Starting a business is a journey, as any founder will tell you. When I started Federated Media Publishing almost eight years ago, I did my best to collect all the lessons learned from Wired, The Industry Standard, and Web 2 Summit, and apply them to my new venture. One of those lessons was that it’s OK to step away when the time is right. Several years ago, I did just that, becoming an “active Chairman” at FMP and handing the operational reigns over to an accomplished executive, Deanna Brown.

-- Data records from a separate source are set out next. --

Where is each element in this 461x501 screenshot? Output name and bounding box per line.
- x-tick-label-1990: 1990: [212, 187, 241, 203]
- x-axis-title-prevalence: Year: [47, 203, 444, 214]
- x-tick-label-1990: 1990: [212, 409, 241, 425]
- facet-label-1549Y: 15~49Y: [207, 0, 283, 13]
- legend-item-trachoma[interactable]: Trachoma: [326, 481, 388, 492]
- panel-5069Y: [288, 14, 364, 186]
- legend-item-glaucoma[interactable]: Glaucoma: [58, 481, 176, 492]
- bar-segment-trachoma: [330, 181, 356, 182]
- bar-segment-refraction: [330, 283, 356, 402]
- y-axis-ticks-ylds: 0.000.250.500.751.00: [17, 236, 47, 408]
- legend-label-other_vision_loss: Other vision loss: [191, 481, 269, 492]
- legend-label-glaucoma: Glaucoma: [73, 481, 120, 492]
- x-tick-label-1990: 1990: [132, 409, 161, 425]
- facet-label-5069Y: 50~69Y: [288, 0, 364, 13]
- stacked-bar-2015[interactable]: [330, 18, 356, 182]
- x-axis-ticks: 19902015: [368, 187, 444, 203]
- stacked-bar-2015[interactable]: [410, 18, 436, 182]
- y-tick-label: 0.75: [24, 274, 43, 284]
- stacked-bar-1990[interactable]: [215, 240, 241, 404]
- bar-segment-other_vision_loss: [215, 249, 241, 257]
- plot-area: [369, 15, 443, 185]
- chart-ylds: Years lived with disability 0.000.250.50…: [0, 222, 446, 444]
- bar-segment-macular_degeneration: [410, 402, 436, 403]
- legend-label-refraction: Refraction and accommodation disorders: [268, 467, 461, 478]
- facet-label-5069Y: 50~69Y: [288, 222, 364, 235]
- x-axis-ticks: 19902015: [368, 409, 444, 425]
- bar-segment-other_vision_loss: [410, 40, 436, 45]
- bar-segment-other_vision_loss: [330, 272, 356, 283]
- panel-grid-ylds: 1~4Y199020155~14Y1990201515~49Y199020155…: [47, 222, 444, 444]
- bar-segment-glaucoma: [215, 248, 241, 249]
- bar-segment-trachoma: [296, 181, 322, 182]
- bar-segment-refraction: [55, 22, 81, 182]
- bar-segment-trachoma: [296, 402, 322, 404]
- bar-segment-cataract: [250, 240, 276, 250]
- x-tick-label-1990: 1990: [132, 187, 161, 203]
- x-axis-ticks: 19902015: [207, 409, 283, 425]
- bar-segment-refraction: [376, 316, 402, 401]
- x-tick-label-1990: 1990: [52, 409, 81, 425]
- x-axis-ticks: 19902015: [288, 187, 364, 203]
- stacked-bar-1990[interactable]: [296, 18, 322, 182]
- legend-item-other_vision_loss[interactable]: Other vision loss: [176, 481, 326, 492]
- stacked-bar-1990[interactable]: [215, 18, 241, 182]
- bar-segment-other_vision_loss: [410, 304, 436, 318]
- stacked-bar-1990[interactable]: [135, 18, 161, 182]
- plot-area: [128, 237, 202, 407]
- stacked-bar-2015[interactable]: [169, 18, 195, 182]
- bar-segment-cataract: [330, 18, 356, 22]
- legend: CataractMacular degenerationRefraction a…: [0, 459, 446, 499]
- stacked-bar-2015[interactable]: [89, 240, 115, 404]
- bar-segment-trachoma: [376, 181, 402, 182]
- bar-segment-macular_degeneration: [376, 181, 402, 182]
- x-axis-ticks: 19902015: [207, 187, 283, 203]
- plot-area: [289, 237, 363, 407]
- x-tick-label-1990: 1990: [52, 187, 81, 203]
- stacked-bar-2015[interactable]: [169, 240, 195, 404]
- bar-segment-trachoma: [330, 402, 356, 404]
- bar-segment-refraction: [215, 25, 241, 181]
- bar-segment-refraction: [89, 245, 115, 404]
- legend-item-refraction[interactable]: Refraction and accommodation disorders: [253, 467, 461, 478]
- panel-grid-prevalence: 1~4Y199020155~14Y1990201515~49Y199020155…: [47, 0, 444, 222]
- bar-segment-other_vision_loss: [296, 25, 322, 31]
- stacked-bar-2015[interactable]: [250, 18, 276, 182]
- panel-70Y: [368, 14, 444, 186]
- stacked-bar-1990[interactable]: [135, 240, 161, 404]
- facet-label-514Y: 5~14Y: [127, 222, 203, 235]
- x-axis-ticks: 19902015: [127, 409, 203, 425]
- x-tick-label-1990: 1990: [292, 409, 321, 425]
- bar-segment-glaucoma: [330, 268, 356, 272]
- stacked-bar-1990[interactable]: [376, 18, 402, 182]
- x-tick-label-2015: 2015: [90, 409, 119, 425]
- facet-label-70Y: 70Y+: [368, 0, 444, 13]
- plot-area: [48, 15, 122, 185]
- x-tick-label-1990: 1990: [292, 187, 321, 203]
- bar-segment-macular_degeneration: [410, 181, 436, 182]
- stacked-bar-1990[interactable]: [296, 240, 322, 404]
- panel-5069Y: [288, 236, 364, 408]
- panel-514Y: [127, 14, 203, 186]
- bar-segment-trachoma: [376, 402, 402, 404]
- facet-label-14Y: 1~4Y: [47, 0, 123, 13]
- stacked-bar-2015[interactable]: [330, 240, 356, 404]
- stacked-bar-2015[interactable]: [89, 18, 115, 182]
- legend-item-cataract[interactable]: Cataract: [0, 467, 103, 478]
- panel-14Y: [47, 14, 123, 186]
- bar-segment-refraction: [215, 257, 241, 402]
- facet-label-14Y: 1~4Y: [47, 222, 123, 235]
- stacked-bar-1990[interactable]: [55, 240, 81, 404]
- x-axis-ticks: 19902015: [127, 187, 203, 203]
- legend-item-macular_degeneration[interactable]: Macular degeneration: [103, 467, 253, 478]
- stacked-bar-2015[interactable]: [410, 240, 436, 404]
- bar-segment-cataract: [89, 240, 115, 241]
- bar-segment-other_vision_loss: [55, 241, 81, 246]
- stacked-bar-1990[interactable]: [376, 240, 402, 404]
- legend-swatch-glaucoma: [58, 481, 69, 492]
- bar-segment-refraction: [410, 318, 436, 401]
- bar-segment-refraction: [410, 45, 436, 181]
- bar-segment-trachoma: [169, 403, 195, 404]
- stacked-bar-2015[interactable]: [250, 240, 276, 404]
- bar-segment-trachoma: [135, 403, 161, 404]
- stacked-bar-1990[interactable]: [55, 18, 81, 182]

Since making that decision, FMP has grown dramatically, but it’s also had its challenges. Last year, for example, we made the difficult but important decision to rethink the company so as to lean into our two most promising lines of business – content marketing (which we lay claim to inventing as “conversational marketing” some seven years ago) and programmatic marketing (which we invested in heavily last year, after acquiring a very fast growing business in Lijit Networks in Fall of 2011). It meant stepping back from something we had been doing for some time – directly selling standard display banners – but it proved to be the right choice. FMP is having a great first half of 2013, and I couldn’t be more excited about our roadmap and potential for the rest of the year and beyond.
The funny thing is, even as I became “just the Chairman” at FMP over the past two years, I never stopped thinking about the company. It woke me up nearly every night, tugging at my sleeve, asking me questions, demanding my best thinking. Deanna and I would meet every week to talk strategy, review numbers, or just plain chew the fat. Running a company with hundreds of employees, top notch investors, and a big top line revenue number is damn hard, and Deanna not only ran the place, she made it hum. I am in her debt.
Some random site running my last post without asking.
If you’re a fan of this site, you’re also probably a fan of RSS – a once-ascendant technology that has been on most everyone’s deathwatch for five or so years. According to Google’s (almost totally outdated) Feedburner service, nearly 450,000 people subscribe to this blog via RSS – although the number of you who actually read my posts is far smaller (according to Feedburner statistics, which I’ve never fully understood).
This is the seventh annual CM Summit, the fifth as an anchor conference for New York’s Internet Week. It’s a direct result of nearly a year of work on my book, and inspired by research into the programmatic, data-driven world of advertising technology as well as some very deep roots in brand building and digital media.